Prince William County School Board staff presented a proposed five‑year Capital Improvement Program (CIP) on Jan. 30 that increases the division’s planned investment by about $136 million to roughly $1.1 billion over fiscal years 2026–2030, driven largely by expanded maintenance spending, HVAC work and targeted new construction and additions.
The presentation, led by Superintendent Dr. McDade and senior operations and budget staff, outlined enrollment projections, facility condition scores and project‑specific plans including replacement and additions at Occoquan Elementary, the Woodbridge Area school, Potomac Shores No. 2, a 14th high school and multiple renovation and HVAC projects across the division.
Board and staff said the CIP is rooted in new facility condition assessments and energy audits and is intended to align capital spending with the division’s strategic priorities and the High Performance Building Act requirements adopted in 2024.
School leaders said the division used a facilities condition index developed through a partnership with Moseley Architects and incorporated investment‑grade HVAC audits to identify priorities. "This is the first time that our CIP will contain the full cadre of the facilities condition assessment," said Vernon Bach, chief operating officer, describing the process as "very data rich." Scott Halsey, an administrative coordinator in facilities planning, told the board, "We are seeing declining birth rates," and detailed how lower kindergarten cohorts and changing migration drive five‑year enrollment forecasts.
Key project and capacity notes in the presentation include: Occoquan replacement school (adds ~226 seats for a capacity of about 719; scheduled to open December 2025 as a mid‑year move); Woodbridge Area replacement (anticipated program capacity ~632; schedule moved to the 2026–27 school year); Potomac Shores No. 2 (capacity previously increased from 750 to 1,050; projected to approach 90–95% utilization as community build‑out continues); and an approved 14th high school with an approved 1,400‑seat capacity and a targeted opening in 2029–30.
Staff said the 14th high school could trigger redistricting that would affect seven high schools in the region—Colgan, Hilton, Forest Park, Woodbridge, Garfield, Freedom and Potomac—and that specialty programs and transfer patterns will shape how students redistribute. "Approximately 625 students transfer from the east side of the county to Osborne Park," Halsey noted as an example of transfer pressure that influences overcrowding and program placement.
On cost and scope, budget staff reported project estimate revisions based on external professional cost estimators. Dave Beavers of the budget office said the division shows substantial increases in maintenance investments, with the maintenance category up by roughly $158 million (about a 90% increase). HVAC work is a major driver: staff identified about $81.88 million in significant HVAC replacements across multiple schools and noted seven renovations that will include full HVAC replacement. Beavers said the CIP includes $15.5 million in LED lighting upgrades and about $14.75 million for solar photovoltaic installations.
CFO Shaquille Youssef summarized the five‑year financing plan and said the division increased the five‑year CIP from about $963 million to roughly $1.099 billion (about a $136 million increase). He also noted available county “proffer” or local funds of roughly $25 million shown in the plan and said the division is balancing bond financing with other resources such as cash transfers.
Board members pressed staff on multiple operational and policy details. Miss Trudenick asked whether the division can report how many students who transfer into high‑participation schools are athletes; staff said they can run that analysis. Several members asked whether the new artificial turf practice fields will be open to public use and how maintenance and replacement costs will be shared with parks and recreation; staff said current high‑school facility use requires a facilities use request and fee and that the division will analyze usage and costs and will share figures with the board.
Board members also asked about permitting for Pennington Traditional School (which lies inside the City of Manassas and faces longer permitting timelines), the status of the old Occoquan building (staff said the architect advised demolition rather than costly retrofit for preschool use), and the division’s strategy to provide science labs and music rooms during renovations.
On process and next steps, staff reiterated the budget and public engagement timeline: the superintendent will submit the FY2026 proposed budget (including the CIP) on Feb. 5; the division will hold a public meeting Feb. 10 and a public hearing Feb. 19; a school board work session is scheduled March 12 and board approval is planned for March 19, 2025. The school board chairman presents the approved school budget to the Prince William County Board of Supervisors on April 1; the supervisors’ scheduled approval date is April 22, 2025.
No formal vote on the CIP occurred at the Jan. 30 work session; the only formal action recorded at the meeting was the unanimous approval of the meeting agenda at the start.
Board members and staff flagged areas for follow‑up: a third‑party turf‑field condition assessment before adding field replacements to the CIP, a staff analysis of public use and replacement‑cost sharing for artificial turf fields, a report on LED retrofit versus lifecycle savings, and additional enrollment granularity that disaggregates residing students from transfers and specialty‑program participants.
The presentation and discussion underscore the division’s shift toward data‑driven capital planning—using facility condition indexes, energy audits and revised residential build‑rate modeling—while board members continued to raise questions about how specialty programs, transfers and redistricting should factor into a long‑range capital plan.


What to produce
Filtering the records below, copy only those lines that include the word "series".
** Opening Records to process block **
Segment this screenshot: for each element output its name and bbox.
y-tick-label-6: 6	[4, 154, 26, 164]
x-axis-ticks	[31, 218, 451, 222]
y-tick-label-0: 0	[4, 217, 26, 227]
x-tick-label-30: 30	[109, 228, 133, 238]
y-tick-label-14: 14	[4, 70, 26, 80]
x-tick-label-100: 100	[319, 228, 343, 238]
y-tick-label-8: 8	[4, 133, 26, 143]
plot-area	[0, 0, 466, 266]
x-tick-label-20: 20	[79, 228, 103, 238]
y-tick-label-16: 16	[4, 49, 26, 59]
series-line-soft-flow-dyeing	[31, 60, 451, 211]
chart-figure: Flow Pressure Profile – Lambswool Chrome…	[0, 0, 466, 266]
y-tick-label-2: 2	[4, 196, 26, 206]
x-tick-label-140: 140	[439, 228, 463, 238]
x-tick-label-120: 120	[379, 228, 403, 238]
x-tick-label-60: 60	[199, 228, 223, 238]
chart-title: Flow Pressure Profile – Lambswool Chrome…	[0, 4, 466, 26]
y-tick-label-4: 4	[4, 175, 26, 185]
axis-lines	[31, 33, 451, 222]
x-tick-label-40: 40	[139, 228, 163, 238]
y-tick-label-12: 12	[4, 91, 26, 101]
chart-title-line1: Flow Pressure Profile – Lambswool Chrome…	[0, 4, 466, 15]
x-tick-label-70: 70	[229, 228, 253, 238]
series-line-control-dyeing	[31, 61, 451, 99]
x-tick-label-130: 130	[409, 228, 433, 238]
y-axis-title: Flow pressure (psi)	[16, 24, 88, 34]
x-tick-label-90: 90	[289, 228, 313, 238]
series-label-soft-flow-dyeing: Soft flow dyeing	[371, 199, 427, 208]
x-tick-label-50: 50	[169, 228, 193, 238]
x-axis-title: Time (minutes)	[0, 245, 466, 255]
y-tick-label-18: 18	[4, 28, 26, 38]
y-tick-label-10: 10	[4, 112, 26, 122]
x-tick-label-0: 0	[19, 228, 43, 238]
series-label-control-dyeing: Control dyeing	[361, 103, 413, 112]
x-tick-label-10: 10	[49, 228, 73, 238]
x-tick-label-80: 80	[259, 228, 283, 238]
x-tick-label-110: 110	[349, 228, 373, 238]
** Closing Records to process block **
Answer to this exercise
series-line-soft-flow-dyeing	[31, 60, 451, 211]
series-line-control-dyeing	[31, 61, 451, 99]
series-label-soft-flow-dyeing: Soft flow dyeing	[371, 199, 427, 208]
series-label-control-dyeing: Control dyeing	[361, 103, 413, 112]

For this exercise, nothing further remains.